Eric J Ma's Website

Managing conda environments

written by Eric J. Ma on 2017-05-03


I recently got around to hacking a system for managing my conda environments better. Previously, my coding projects mostly relied on one master environment (with exceptions, e.g. bokeh development, or my Network Analysis Made Simple tutorial), but conflicts started cropping up. Thus, I decided to separate out my environments. However, keeping track of which environments go with which projects began getting tedious.

I thus decided to automate some of the steps involved in maintaining environments, and keep everything centrally managed so my brain doesn't overload. It involves a bit of GitHub and a bit of bash scripting, but altogether gives a ton of flexibility and control over keeping my environments updated.

I start by keeping a central repository of conda environment YAML specifications. Mine is kept here. Each YAML specification includes just the minimum set of packages that I need; conda manages the dependencies.

For example, my environment specification for Bayesian statistical analyses looks as such:

name: bayesian  # for Bayesian analysis
channels: !!python/tuple
- conda-forge
- defaults
- ericmjl
dependencies:
- python=3.6
- matplotlib
- numpy
- pandas
- scipy
- seaborn
- pymc3
- jupyter
- jupyterlab

Now, I've not pinned specific versions here, because I like to keep up with the latest stable releases. However, if version pinning is desired, it's totally possible to pin specific packages to particular versions, using the same syntax as I did for python=3.6.

In each project repository, I have an update_env.sh script, that looks something like this:

wget https://raw.githubusercontent.com/ericmjl/conda-envs/master/lektor.yml -O environment.yml
conda env update -f environment.yml

The key idea here is that I download only the relevant YAML file, export it as a generic environment.yml file, and then run the conda env update command on it to keep the environment up-to-date.

Now, here's the magic. I hacked Christine Doig's conda-auto-env script to execute update_env.sh, and then auto-activate the environment.

If my environment needs change, I can always update the environment YAML spec file (e.g. lektor.yml, or bayesian.yml) in the central repository, and use that to automatically update individual project environments.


Action item:
Where a line of the material contains the string "figure", copy that line.

Extracted data:
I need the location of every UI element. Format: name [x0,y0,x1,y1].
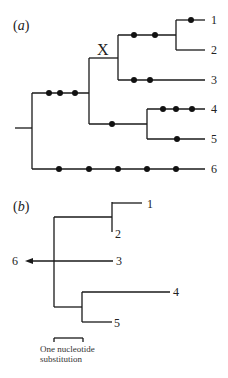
tip-label-6: 6 [211,162,217,176]
substitution-dot [109,121,115,127]
tip-label-4: 4 [211,102,217,116]
tip-label-5: 5 [114,316,120,330]
tip-label-2: 2 [115,227,121,241]
substitution-dot [46,90,52,96]
substitution-dot [144,166,150,172]
tip-label-3: 3 [116,254,122,268]
tip-label-2: 2 [211,43,217,57]
panel-b-label: (b) [13,199,30,215]
substitution-dot [115,166,121,172]
tip-label-6: 6 [12,254,18,268]
arrow-left-icon [25,258,33,264]
scale-bar-label-line2: substitution [40,354,83,364]
tip-label-3: 3 [211,73,217,87]
substitution-dot [189,106,195,112]
substitution-dot [72,90,78,96]
scale-bar: One nucleotide substitution [40,338,95,364]
phylogeny-figure: (a) X 1 2 3 [0,0,228,378]
substitution-dot [57,90,63,96]
substitution-dot [173,106,179,112]
substitution-dot [131,32,137,38]
node-x-label: X [97,41,109,58]
tip-label-4: 4 [173,285,179,299]
tip-label-1: 1 [211,13,217,27]
scale-bar-label-line1: One nucleotide [40,344,95,354]
substitution-dot [147,77,153,83]
substitution-dot [188,17,194,23]
tip-label-5: 5 [211,132,217,146]
substitution-dot [131,77,137,83]
panel-b: (b) 1 2 3 6 4 5 One nucleotide substitut… [12,197,179,364]
substitution-dot [160,106,166,112]
substitution-dot [152,32,158,38]
panel-a: (a) X 1 2 3 [13,13,217,176]
panel-a-label: (a) [13,18,30,34]
substitution-dot [174,136,180,142]
substitution-dot [173,166,179,172]
substitution-dot [86,166,92,172]
tip-label-1: 1 [147,197,153,211]
substitution-dot [56,166,62,172]
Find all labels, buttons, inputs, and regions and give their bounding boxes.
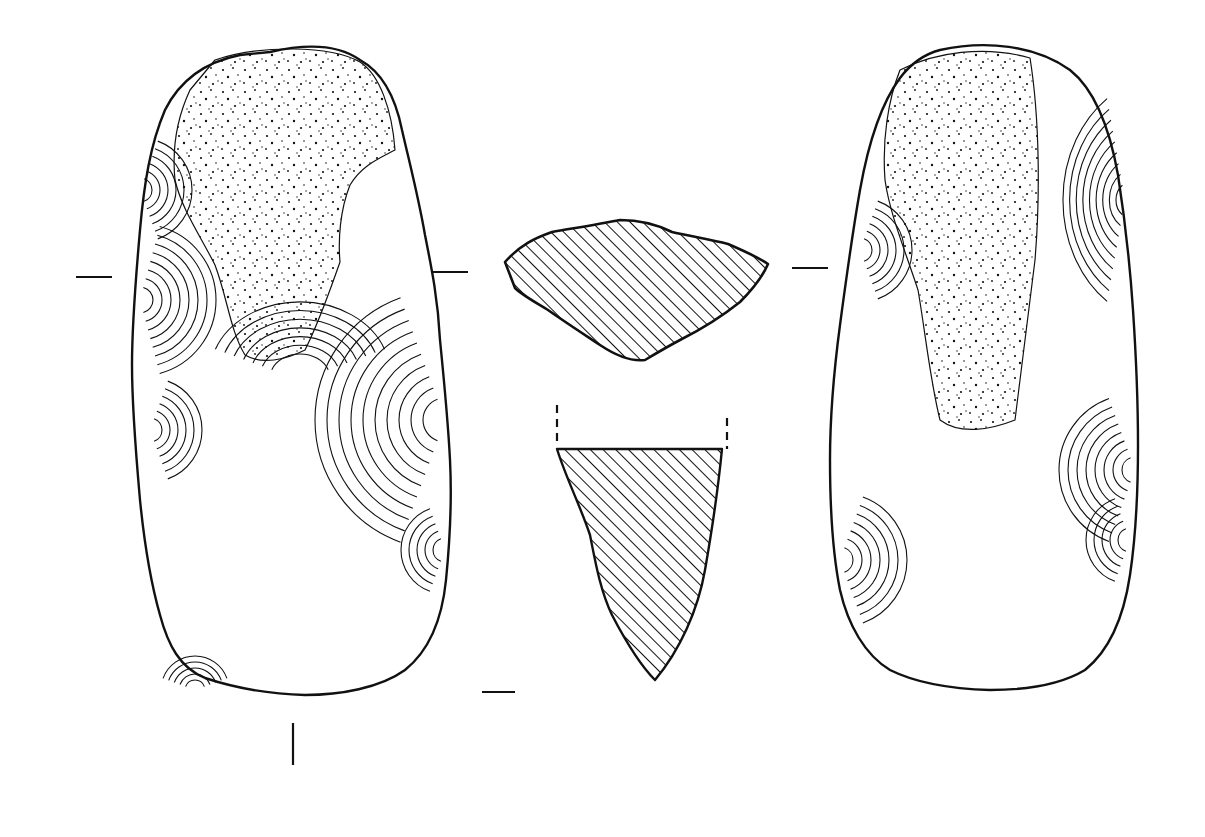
- section-cut-marks: [557, 405, 727, 449]
- technical-drawing: [0, 0, 1205, 837]
- long-section-hatched: [557, 449, 722, 680]
- cross-section-hatched: [505, 220, 768, 360]
- axe-face-ventral: [830, 45, 1138, 690]
- longitudinal-section: [557, 405, 727, 680]
- flint-axe-illustration: [0, 0, 1205, 837]
- axe-face-dorsal: [132, 47, 451, 695]
- ripple-line: [186, 680, 205, 687]
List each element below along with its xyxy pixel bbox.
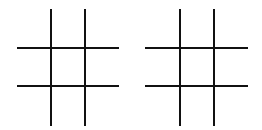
board-cell[interactable] bbox=[18, 87, 50, 125]
board-cell[interactable] bbox=[181, 49, 213, 85]
board-cell[interactable] bbox=[146, 10, 179, 47]
board-cell[interactable] bbox=[215, 10, 247, 47]
board-cell[interactable] bbox=[86, 49, 118, 85]
board-cell[interactable] bbox=[86, 10, 118, 47]
board-cell[interactable] bbox=[52, 10, 84, 47]
board-cell[interactable] bbox=[215, 87, 247, 125]
board-cell[interactable] bbox=[146, 49, 179, 85]
board-cell[interactable] bbox=[52, 49, 84, 85]
board-cell[interactable] bbox=[181, 87, 213, 125]
board-cell[interactable] bbox=[52, 87, 84, 125]
board-cell[interactable] bbox=[86, 87, 118, 125]
board-cell[interactable] bbox=[181, 10, 213, 47]
board-cell[interactable] bbox=[215, 49, 247, 85]
board-cell[interactable] bbox=[146, 87, 179, 125]
board-cell[interactable] bbox=[18, 49, 50, 85]
board-cell[interactable] bbox=[18, 10, 50, 47]
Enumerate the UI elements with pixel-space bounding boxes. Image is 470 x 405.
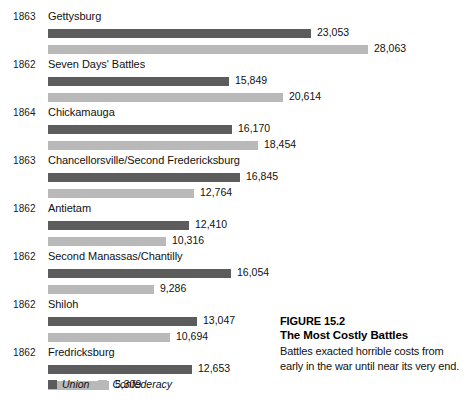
union-bar-value: 16,845 [246,170,278,182]
battle-row: 1864Chickamauga16,17018,454 [0,106,470,154]
union-bar [48,317,197,326]
battle-year: 1862 [13,203,36,214]
union-bar-value: 23,053 [317,26,349,38]
confederacy-bar-line: 18,454 [0,140,470,154]
battle-name: Gettysburg [48,10,101,22]
chart-legend: Union Confederacy [48,378,172,390]
confederacy-bar-value: 12,764 [200,186,232,198]
union-bar-value: 12,653 [198,362,230,374]
confederacy-bar [48,45,368,54]
battle-name: Fredricksburg [48,346,115,358]
legend-swatch-union-icon [48,380,57,389]
battle-year: 1862 [13,251,36,262]
costly-battles-figure: 1863Gettysburg23,05328,0631862Seven Days… [0,0,470,405]
legend-label-confederacy: Confederacy [112,378,172,390]
confederacy-bar-line: 28,063 [0,44,470,58]
battle-row: 1862Antietam12,41010,316 [0,202,470,250]
union-bar [48,125,232,134]
union-bar [48,221,189,230]
union-bar-value: 13,047 [203,314,235,326]
union-bar-line: 16,170 [0,124,470,138]
union-bar-value: 15,849 [235,74,267,86]
confederacy-bar-value: 20,614 [289,90,321,102]
caption-figure-number: FIGURE 15.2 [280,314,460,328]
confederacy-bar-line: 20,614 [0,92,470,106]
battle-row: 1862Seven Days' Battles15,84920,614 [0,58,470,106]
battle-row: 1863Chancellorsville/Second Fredericksbu… [0,154,470,202]
battle-name: Seven Days' Battles [48,58,145,70]
union-bar-line: 12,410 [0,220,470,234]
confederacy-bar [48,285,154,294]
battle-row-header: 1862Second Manassas/Chantilly [0,250,470,266]
battle-row: 1863Gettysburg23,05328,063 [0,10,470,58]
battle-year: 1862 [13,299,36,310]
union-bar-line: 15,849 [0,76,470,90]
union-bar [48,365,192,374]
battle-name: Antietam [48,202,91,214]
legend-swatch-confederacy-icon [98,380,107,389]
battle-name: Shiloh [48,298,78,310]
battle-row-header: 1863Gettysburg [0,10,470,26]
caption-title: The Most Costly Battles [280,328,460,343]
confederacy-bar [48,141,258,150]
union-bar-value: 16,170 [238,122,270,134]
union-bar-line: 23,053 [0,28,470,42]
battle-year: 1863 [13,155,36,166]
confederacy-bar-value: 10,316 [172,234,204,246]
union-bar [48,173,240,182]
confederacy-bar-line: 12,764 [0,188,470,202]
union-bar [48,77,229,86]
caption-body: Battles exacted horrible costs from earl… [280,344,460,373]
union-bar-line: 16,845 [0,172,470,186]
battle-row-header: 1862Seven Days' Battles [0,58,470,74]
battle-name: Chancellorsville/Second Fredericksburg [48,154,240,166]
union-bar-value: 12,410 [195,218,227,230]
confederacy-bar [48,333,170,342]
confederacy-bar-line: 10,316 [0,236,470,250]
battle-row-header: 1862Shiloh [0,298,470,314]
battle-row-header: 1863Chancellorsville/Second Fredericksbu… [0,154,470,170]
legend-label-union: Union [62,378,89,390]
confederacy-bar-value: 9,286 [160,282,186,294]
union-bar-line: 16,054 [0,268,470,282]
battle-row-header: 1864Chickamauga [0,106,470,122]
confederacy-bar-value: 18,454 [264,138,296,150]
battle-name: Chickamauga [48,106,115,118]
battle-year: 1862 [13,347,36,358]
figure-caption: FIGURE 15.2 The Most Costly Battles Batt… [280,314,460,373]
confederacy-bar [48,93,283,102]
battle-year: 1864 [13,107,36,118]
confederacy-bar-line: 9,286 [0,284,470,298]
battle-year: 1863 [13,11,36,22]
battle-row: 1862Second Manassas/Chantilly16,0549,286 [0,250,470,298]
confederacy-bar [48,237,166,246]
union-bar [48,269,231,278]
battle-name: Second Manassas/Chantilly [48,250,183,262]
confederacy-bar [48,189,194,198]
battle-year: 1862 [13,59,36,70]
legend-item-confederacy: Confederacy [98,378,172,390]
legend-item-union: Union [48,378,89,390]
battle-row-header: 1862Antietam [0,202,470,218]
union-bar-value: 16,054 [237,266,269,278]
confederacy-bar-value: 10,694 [176,330,208,342]
confederacy-bar-value: 28,063 [374,42,406,54]
union-bar [48,29,311,38]
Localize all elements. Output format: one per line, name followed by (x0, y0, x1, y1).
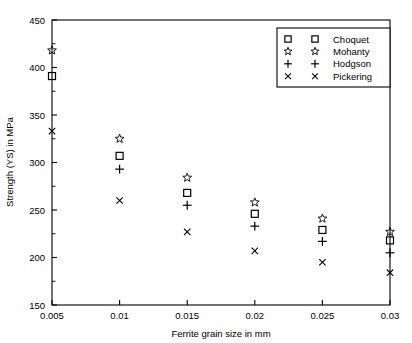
series-pickering (49, 128, 393, 276)
series-choquet (49, 73, 394, 244)
x-tick-label: 0.025 (311, 310, 335, 321)
chart-legend[interactable]: ChoquetMohantyHodgsonPickering (277, 28, 390, 87)
y-axis-ticks: 150200250300350400450 (29, 15, 57, 311)
y-tick-label: 400 (29, 62, 45, 73)
y-tick-label: 350 (29, 110, 45, 121)
star-marker (115, 134, 124, 142)
x-tick-label: 0.005 (40, 310, 64, 321)
y-tick-label: 150 (29, 300, 45, 311)
square-marker (116, 152, 123, 159)
chart-container: 150200250300350400450 0.0050.010.0150.02… (0, 0, 412, 343)
square-marker (184, 189, 191, 196)
y-tick-label: 300 (29, 157, 45, 168)
star-marker (183, 173, 192, 181)
legend-label-choquet[interactable]: Choquet (333, 34, 369, 45)
legend-label-hodgson[interactable]: Hodgson (333, 58, 371, 69)
star-marker (250, 198, 259, 206)
x-tick-label: 0.015 (175, 310, 199, 321)
x-tick-label: 0.03 (381, 310, 400, 321)
star-marker (318, 214, 327, 222)
scatter-plot-svg: 150200250300350400450 0.0050.010.0150.02… (0, 0, 412, 343)
x-axis-title: Ferrite grain size in mm (171, 328, 270, 339)
series-hodgson (115, 165, 394, 257)
y-tick-label: 250 (29, 205, 45, 216)
y-tick-label: 200 (29, 252, 45, 263)
legend-label-pickering[interactable]: Pickering (333, 71, 372, 82)
x-tick-label: 0.01 (110, 310, 129, 321)
x-tick-label: 0.02 (246, 310, 265, 321)
square-marker (319, 226, 326, 233)
legend-label-mohanty[interactable]: Mohanty (333, 46, 370, 57)
x-axis-ticks: 0.0050.010.0150.020.0250.03 (40, 300, 399, 321)
square-marker (251, 210, 258, 217)
y-axis-title: Strength (YS) in MPa (4, 116, 15, 206)
y-tick-label: 450 (29, 15, 45, 26)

Solution for this task:
phylogeny-figure: (a) X 1 2 3 [0,0,228,378]
costly-battles-figure: 1863Gettysburg23,05328,0631862Seven Days… [0,0,470,405]
caption-figure-number: FIGURE 15.2 [280,314,460,328]
figure-caption: FIGURE 15.2 The Most Costly Battles Batt… [280,314,460,373]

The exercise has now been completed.